Funding to bring Warwickshire's rarest wildlife back from the brink

NEW funding could help bring back rare wildlife from the brink of extinction in Warwickshrie.

Several of the county’s most threatened species will benefit thanks to almost £500,000 from Natural England’s ‘Species Recovery Programme’.

Warwickshire Wildlife Trust has secured £485,869 from the programme to support targeted action for some of the nation’s rarest species, between now and March 2025.

Bittern, water vole, willow tit and white-clawed crayfish will all benefit from projects designed to help their local populations flourish.




The trust will be helping water voles by creating new wetland margin habitat along canals and restoring hedgerows with native plants, white-clawed crayfish by creating two new locations where they can thrive without the impact of non-native signal crayfish, and willow tits by installing numerous dead log nesting sites, and fitting trackers to fledglings to better understand where they go when they leave the nest.

Bittern will be helped by improving 1.5 hectares of reedbed habitat at Brandon Marsh Site of Special Scientific Interest, creating deeper pools where they can hunt and breed.


As part of the project, over 20km of watercourses will be improved for nature, benefiting the four target species and a range of others.

And as well as fitting GPS trackers to a number of willow tits, the trust and Coventry City Council will be working with the University of Warwick, who will lead on using pioneering eDNA techniques to gather data on where white-clawed crayfish and water voles live.

Collected data will help to inform the trust and partners on which habitats are most important for the two species.

This project forms part of Warwickshire Wildlife Trust’s wider 2030 strategy where it is looking to make more space for nature and enable more people to take action for wildlife.

The trust is looking to support nature’s recovery by ensuring that 30 per cent of land in Warwickshire, Coventry and Solihull supports nature by 2030. The new funding will help ensure that some of Warwickshire’s rarest species will recover from the edge of extinction.

WWT spokesperson Ian Jelley said: “This funding is a huge boost to some of our most threatened species here in Warwickshire.
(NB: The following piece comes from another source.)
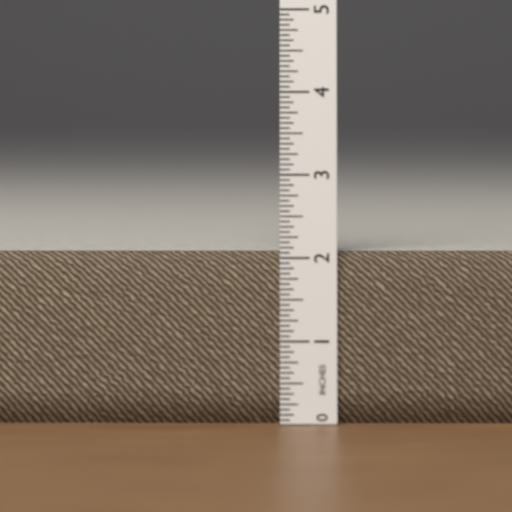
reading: 2.0625 in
Our native wildlife is facing real challenges and locally water vole, bittern, white-clawed crayfish and willow tits are hanging on by a thread.

“We’ll be working with Natural England, Coventry City Council, Canal & River Trust, the University of Warwick and other partners to take targeted action to give these species a lifeline. New technology like eDNA water sampling and GPS tracking of birds can really help develop our understanding of where these species are and how they move around.

“We’ll use that knowledge to help target the action taken by our dedicated volunteers and experienced staff to make a real difference to these species.”